Clubs from all six of FIFA’s confederations are assured of participating in the inaugural expanded 2025 tournament after the access blueprint was unanimously agreed upon by the FIFA Council in Rwanda on Tuesday on March 14, 2023.
The initial decision to revise the format of the competition to a 32-team tournament that takes place every four years was taken by the FIFA Council in December 2022, and after meeting in advance of the 73rd FIFA Congress in Kigali, the body has now laid out how the field will be determined for the 2025 tournament.
In the four seasons preceding the tournament, the winners of the premier club competition in five of FIFA’s six confederations will earn an automatic ticket. Oceania is the only exception with their representative determined by results of the winners of the premier club competition across the whole of the four-year qualifying period.
The confirmed clubs set to take part are:
- Al Hilal (Saudi Arabia) – Champions AFC Champions League 2021
- Al Ahly (Egypt) – Champions CAF Champions League 2020/21
- Wydad Casablanca (Morocco) – Champions CAF Champions League 2021/22
- Monterrey (Mexico) – Champions CONCACAF Champions League 2021
- Seattle Sounders (USA) – Champions CONCACAF Champions League 2022
- Palmeiras (Brazil) – Champions CONMEBOL Copa Libtertadores 2021
- Flamengo (Brazil) – Champions CONMEBOL Copa Libtertadores 2022
- Chelsea FC (England) – Champions UEFA Champions League 2020/21
- Real Madrid CF (Spain) – Champions UEFA Champions League 2021/22
Auckland City FC, the 2022 OFC Champions League winners, could feature again depending on future results.
As a result of having won the UEFA Champions League in the years they claimed the FIFA Club World Cup, 2021 winners Chelsea and the 2022 FIFA Club World Cup champions Real Madrid, are already assured of their places in the 2025 showcase as two of Europe’s 12 representatives.

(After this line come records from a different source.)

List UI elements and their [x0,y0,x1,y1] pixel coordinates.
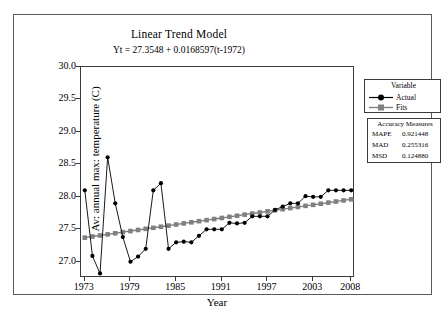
data-point [265,209,270,214]
data-point [334,199,339,204]
legend-label-actual: Actual [396,93,416,102]
data-point [311,195,315,199]
x-tick-label: 2003 [292,281,332,292]
accuracy-row-mad: MAD 0.255316 [368,141,442,151]
data-point [128,229,133,234]
data-point [235,221,239,225]
data-point [288,206,293,211]
data-point [128,260,132,264]
y-tick-label: 30.0 [46,61,76,71]
y-tick-label: 27.0 [46,256,76,266]
data-point [349,188,353,192]
y-tick-label: 27.5 [46,223,76,233]
data-point [227,215,232,220]
data-point [265,214,269,218]
data-point [303,194,307,198]
data-point [182,240,186,244]
x-tick-mark [312,277,313,281]
x-tick-mark [84,277,85,281]
plot-area: Av: annual max: temperature (C) [80,66,354,277]
legend-sample-fits-icon [368,102,394,113]
accuracy-row-mape: MAPE 0.921448 [368,130,442,140]
figure-frame: Linear Trend Model Yt = 27.3548 + 0.0168… [13,14,432,295]
data-point [204,218,209,223]
y-tick-mark [76,66,80,67]
accuracy-value-msd: 0.124880 [402,152,428,160]
x-tick-label: 1985 [155,281,195,292]
data-point [121,235,125,239]
data-point [242,212,247,217]
data-point [166,223,171,228]
page-title: Linear Trend Model [14,28,344,40]
accuracy-label-mad: MAD [372,141,388,149]
data-point [341,188,345,192]
data-point [159,181,163,185]
data-point [106,155,110,159]
x-tick-mark [350,277,351,281]
data-point [273,208,277,212]
data-point [159,224,164,229]
legend-label-fits: Fits [396,103,407,112]
data-point [250,214,254,218]
data-point [212,217,217,222]
chart-screenshot: Linear Trend Model Yt = 27.3548 + 0.0168… [0,0,445,315]
series-actual [83,155,354,275]
actual-line [85,157,351,273]
data-point [303,204,308,209]
y-tick-mark [76,163,80,164]
data-point [189,220,194,225]
data-point [212,227,216,231]
data-point [204,227,208,231]
data-point [311,203,316,208]
chart-equation-subtitle: Yt = 27.3548 + 0.0168597(t-1972) [14,45,344,55]
accuracy-value-mape: 0.921448 [402,130,428,138]
x-axis-tick-labels: 1973197919851991199720032008 [80,281,354,295]
actual-markers [83,155,354,275]
data-point [151,226,156,231]
data-point [288,201,292,205]
y-tick-label: 28.5 [46,158,76,168]
data-point [113,231,118,236]
y-tick-mark [76,196,80,197]
legend-entry-fits[interactable]: Fits [368,102,440,113]
data-point [243,221,247,225]
data-point [181,221,186,226]
plot-canvas [81,67,355,278]
accuracy-row-msd: MSD 0.124880 [368,152,442,162]
accuracy-measures-title: Accuracy Measures [368,120,442,128]
y-tick-mark [76,228,80,229]
data-point [83,235,88,240]
data-point [296,201,300,205]
data-point [136,228,141,233]
data-point [334,188,338,192]
data-point [341,198,346,203]
accuracy-label-msd: MSD [372,152,387,160]
accuracy-measures-box: Accuracy Measures MAPE 0.921448 MAD 0.25… [367,118,441,163]
data-point [235,213,240,218]
data-point [113,201,117,205]
data-point [326,188,330,192]
x-tick-label: 1973 [64,281,104,292]
data-point [258,214,262,218]
data-point [318,201,323,206]
data-point [144,247,148,251]
y-tick-mark [76,131,80,132]
data-point [281,204,285,208]
y-tick-label: 28.0 [46,191,76,201]
x-tick-label: 1991 [201,281,241,292]
data-point [326,200,331,205]
data-point [349,197,354,202]
y-axis-tick-labels: 27.027.528.028.529.029.530.0 [42,66,76,277]
x-tick-label: 2008 [330,281,370,292]
legend-title: Variable [365,81,442,90]
x-axis-title: Year [80,296,354,308]
data-point [174,240,178,244]
y-tick-label: 29.5 [46,93,76,103]
x-tick-label: 1997 [246,281,286,292]
x-tick-label: 1979 [109,281,149,292]
data-point [143,227,148,232]
data-point [197,219,202,224]
y-tick-mark [76,98,80,99]
x-tick-mark [175,277,176,281]
x-tick-mark [266,277,267,281]
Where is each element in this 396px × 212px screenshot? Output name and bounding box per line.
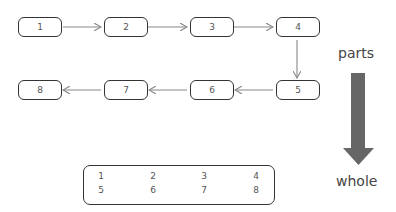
whole-cell: 4 bbox=[249, 171, 263, 181]
parts-label: parts bbox=[338, 45, 374, 61]
node-7: 7 bbox=[104, 80, 148, 100]
whole-cell: 3 bbox=[197, 171, 211, 181]
node-8: 8 bbox=[18, 80, 62, 100]
whole-box bbox=[83, 165, 275, 205]
node-3: 3 bbox=[190, 17, 234, 37]
node-6: 6 bbox=[190, 80, 234, 100]
whole-cell: 6 bbox=[146, 185, 160, 195]
whole-cell: 8 bbox=[249, 185, 263, 195]
node-5: 5 bbox=[276, 80, 320, 100]
whole-label: whole bbox=[336, 173, 377, 189]
whole-cell: 2 bbox=[146, 171, 160, 181]
node-2: 2 bbox=[104, 17, 148, 37]
whole-cell: 1 bbox=[94, 171, 108, 181]
big-down-arrow-icon bbox=[343, 73, 374, 165]
node-4: 4 bbox=[276, 17, 320, 37]
whole-cell: 5 bbox=[94, 185, 108, 195]
node-1: 1 bbox=[18, 17, 62, 37]
whole-cell: 7 bbox=[197, 185, 211, 195]
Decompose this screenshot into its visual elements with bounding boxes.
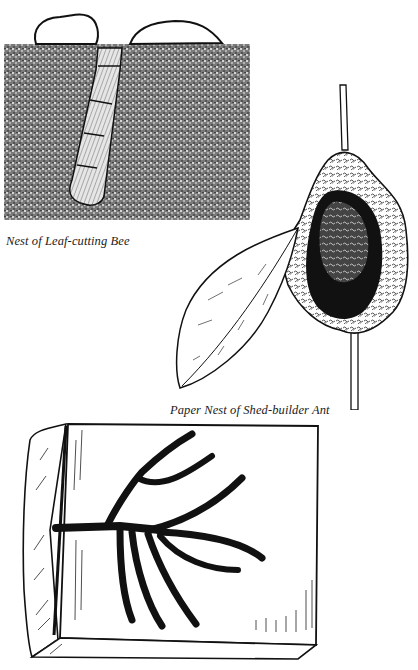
- caption-leaf-cutting-bee: Nest of Leaf-cutting Bee: [6, 234, 130, 249]
- leaf: [177, 228, 298, 388]
- shed-builder-ant-nest-illustration: [168, 80, 418, 410]
- stone-right: [130, 21, 222, 44]
- caption-shed-builder-ant: Paper Nest of Shed-builder Ant: [170, 403, 330, 418]
- stone-left: [35, 14, 98, 44]
- plant-stem-bottom: [351, 330, 358, 410]
- branching-gallery-illustration: [20, 420, 340, 670]
- plant-stem-top: [340, 85, 348, 150]
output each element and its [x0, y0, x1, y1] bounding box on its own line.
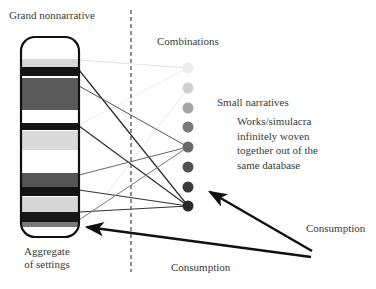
combination-dot [183, 142, 194, 153]
combination-dot [183, 201, 194, 212]
works-description-line: Works/simulacra [237, 114, 318, 129]
consumption-arrow-upper [210, 192, 312, 251]
setting-band [21, 78, 79, 110]
consumption-arrows [87, 192, 312, 257]
consumption-label-lower: Consumption [171, 261, 230, 274]
connection-line [79, 190, 188, 206]
consumption-label-upper: Consumption [306, 222, 365, 235]
aggregate-line: of settings [24, 258, 70, 271]
combination-dot [183, 162, 194, 173]
combination-dot [183, 182, 194, 193]
setting-band [21, 197, 79, 212]
combination-dot [183, 63, 194, 74]
database-column [21, 37, 79, 237]
setting-band [21, 67, 79, 76]
setting-band [21, 173, 79, 187]
combination-dot [183, 103, 194, 114]
setting-band [21, 123, 79, 130]
connection-line [79, 60, 188, 68]
grand-nonnarrative-label: Grand nonnarrative [9, 9, 95, 22]
settings-bands [21, 59, 79, 227]
setting-band [21, 131, 79, 150]
combination-dot [183, 122, 194, 133]
aggregate-line: Aggregate [24, 245, 70, 258]
works-description-line: together out of the [237, 143, 318, 158]
connection-lines [79, 60, 188, 230]
connection-line [79, 147, 188, 175]
aggregate-of-settings-label: Aggregate of settings [24, 245, 70, 271]
works-description: Works/simulacra infinitely woven togethe… [237, 114, 318, 172]
setting-band [21, 59, 79, 67]
small-narratives-label: Small narratives [217, 96, 289, 109]
setting-band [21, 187, 79, 196]
setting-band [21, 222, 79, 227]
setting-band [21, 212, 79, 222]
combination-dots [183, 63, 194, 212]
works-description-line: same database [237, 158, 318, 173]
works-description-line: infinitely woven [237, 129, 318, 144]
combination-dot [183, 83, 194, 94]
combinations-label: Combinations [157, 35, 219, 48]
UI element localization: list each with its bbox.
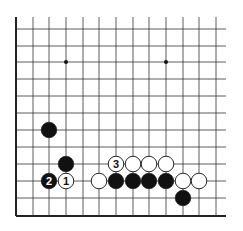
star-point-icon <box>164 60 168 64</box>
stone-icon <box>191 173 207 189</box>
white-stone <box>141 156 157 172</box>
white-stone-move-3: 3 <box>108 156 124 172</box>
stone-icon <box>175 173 191 189</box>
black-stone <box>108 173 124 189</box>
stone-icon <box>141 156 157 172</box>
stone-icon <box>175 190 191 206</box>
white-stone <box>191 173 207 189</box>
stone-icon <box>125 173 141 189</box>
white-stone <box>91 173 107 189</box>
move-number-label: 2 <box>46 175 52 187</box>
white-stone <box>125 156 141 172</box>
stone-icon <box>158 173 174 189</box>
white-stone <box>175 173 191 189</box>
black-stone <box>58 156 74 172</box>
black-stone <box>41 122 57 138</box>
white-stone <box>158 156 174 172</box>
stone-icon <box>125 156 141 172</box>
black-stone <box>175 190 191 206</box>
black-stone <box>141 173 157 189</box>
star-point-icon <box>64 60 68 64</box>
move-number-label: 1 <box>63 175 69 187</box>
white-stone-move-1: 1 <box>58 173 74 189</box>
stone-icon <box>108 173 124 189</box>
stone-icon <box>91 173 107 189</box>
stone-icon <box>58 156 74 172</box>
black-stone-move-2: 2 <box>41 173 57 189</box>
stone-icon <box>41 122 57 138</box>
black-stone <box>125 173 141 189</box>
stone-icon <box>141 173 157 189</box>
go-board: 213 <box>0 0 243 231</box>
black-stone <box>158 173 174 189</box>
move-number-label: 3 <box>113 158 119 170</box>
stone-icon <box>158 156 174 172</box>
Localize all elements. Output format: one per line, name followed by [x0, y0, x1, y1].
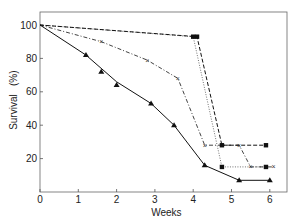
y-tick-label: 80: [26, 53, 38, 64]
x-marker: ×: [176, 75, 180, 82]
triangle-marker: [83, 52, 89, 57]
series-cross-dashdot: ×××××××: [40, 25, 276, 170]
axis-ticks: 012345620406080100: [20, 20, 273, 206]
x-tick-label: 0: [37, 194, 43, 205]
square-marker: [264, 165, 268, 169]
series-square-dashed: [40, 25, 268, 147]
x-axis-label: Weeks: [151, 207, 181, 218]
x-marker: ×: [237, 142, 241, 149]
x-marker: ×: [272, 163, 276, 170]
square-marker: [220, 165, 224, 169]
x-tick-label: 1: [76, 194, 82, 205]
triangle-marker: [98, 69, 104, 74]
series-triangle-solid: [40, 25, 273, 182]
x-tick-label: 2: [114, 194, 120, 205]
triangle-marker: [148, 100, 154, 105]
survival-chart: 012345620406080100 ××××××× Weeks Surviva…: [0, 0, 301, 220]
data-series: ×××××××: [40, 25, 276, 182]
x-marker: ×: [99, 38, 103, 45]
y-tick-label: 100: [20, 20, 37, 31]
y-tick-label: 40: [26, 120, 38, 131]
x-tick-label: 5: [229, 194, 235, 205]
x-marker: ×: [145, 57, 149, 64]
x-tick-label: 3: [152, 194, 158, 205]
square-marker: [264, 143, 268, 147]
x-tick-label: 4: [190, 194, 196, 205]
y-tick-label: 20: [26, 153, 38, 164]
y-axis-label: Survival (%): [8, 70, 19, 129]
square-marker: [191, 34, 195, 38]
x-tick-label: 6: [267, 194, 273, 205]
x-marker: ×: [249, 163, 253, 170]
square-marker: [195, 34, 199, 38]
x-marker: ×: [203, 142, 207, 149]
y-tick-label: 60: [26, 86, 38, 97]
series-square-dotted: [40, 25, 268, 169]
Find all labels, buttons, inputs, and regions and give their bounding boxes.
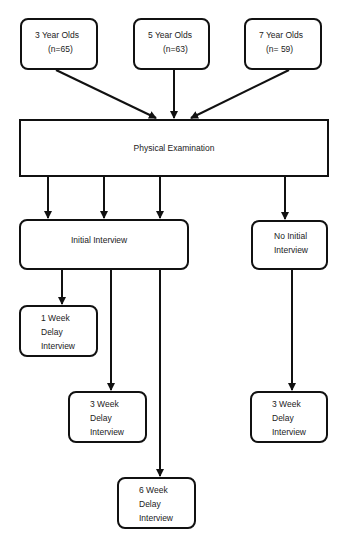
node-label: Physical Examination: [21, 141, 327, 155]
node-3-week-delay-interview-no-initial: 3 Week Delay Interview: [250, 391, 328, 443]
node-label: 3 Year Olds: [22, 28, 96, 42]
node-label-line-3: Interview: [41, 339, 96, 353]
node-label-line-1: No Initial: [274, 229, 326, 243]
node-1-week-delay-interview: 1 Week Delay Interview: [19, 305, 98, 357]
node-label: 7 Year Olds: [246, 28, 320, 42]
node-sample-size: (n=65): [22, 42, 96, 56]
node-label-line-1: 1 Week: [41, 311, 96, 325]
node-3-week-delay-interview-initial: 3 Week Delay Interview: [68, 391, 147, 443]
node-no-initial-interview: No Initial Interview: [251, 220, 328, 270]
node-3-year-olds: 3 Year Olds (n=65): [20, 18, 98, 70]
node-7-year-olds: 7 Year Olds (n= 59): [244, 18, 322, 70]
node-sample-size: (n= 59): [246, 42, 320, 56]
node-label-line-2: Delay: [90, 411, 145, 425]
node-label-line-2: Delay: [41, 325, 96, 339]
node-physical-examination: Physical Examination: [19, 119, 329, 177]
node-sample-size: (n=63): [135, 42, 208, 56]
connector-lines: [0, 0, 345, 546]
node-label-line-1: 3 Week: [90, 397, 145, 411]
node-6-week-delay-interview: 6 Week Delay Interview: [117, 477, 196, 529]
node-5-year-olds: 5 Year Olds (n=63): [133, 18, 210, 70]
node-label-line-1: 3 Week: [272, 397, 326, 411]
node-label-line-3: Interview: [139, 511, 194, 525]
node-label-line-3: Interview: [90, 425, 145, 439]
node-initial-interview: Initial Interview: [19, 219, 189, 270]
node-label-line-3: Interview: [272, 425, 326, 439]
node-label: Initial Interview: [71, 233, 187, 247]
edge-age3-physical: [56, 70, 156, 118]
node-label-line-1: 6 Week: [139, 483, 194, 497]
node-label-line-2: Delay: [139, 497, 194, 511]
study-design-flowchart: 3 Year Olds (n=65) 5 Year Olds (n=63) 7 …: [0, 0, 345, 546]
node-label-line-2: Interview: [274, 243, 326, 257]
edge-age7-physical: [191, 70, 289, 118]
node-label: 5 Year Olds: [135, 28, 208, 42]
node-label-line-2: Delay: [272, 411, 326, 425]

FIFA Club World Cup silver medallists two years ago, Palmeiras, and current bronze medallists, fellow Brazilians Flamengo, respectively the Copa Libertadores champions in 2021 and 2022, also know they will fill two of CONMEBOL’s six slots for the 2025 tournament.
Monterrey and Seattle Sounders FC, victors in the CONCACAF Champions League in the same years, will make up half of the North, Central American and Caribbean delegation. That also goes for their Confederation of African Football (CAF) counterparts Al Ahly and Wydad Casablanca, while 2021 AFC Champions League victors Al-Hilal are the only one of the quartet of Asian Football Confederation (AFC) representatives currently certain to feature in summer 2025.
The tournament host will complete the 32-strong field (AFC: 4, CAF; 4, CONCACAF: 4, OFC: 1, South American Football Confederation (CONMEBOL): 6, Union of European Football Associations (UEFA): 12, Host country: 1).
In the event the same club wins their confederation’s premier club competition on more than one occasion, club ranking within that confederation over the four-year period will determine the next participant. The club ranking will be used to define which teams complete the European and South American quotas of representatives.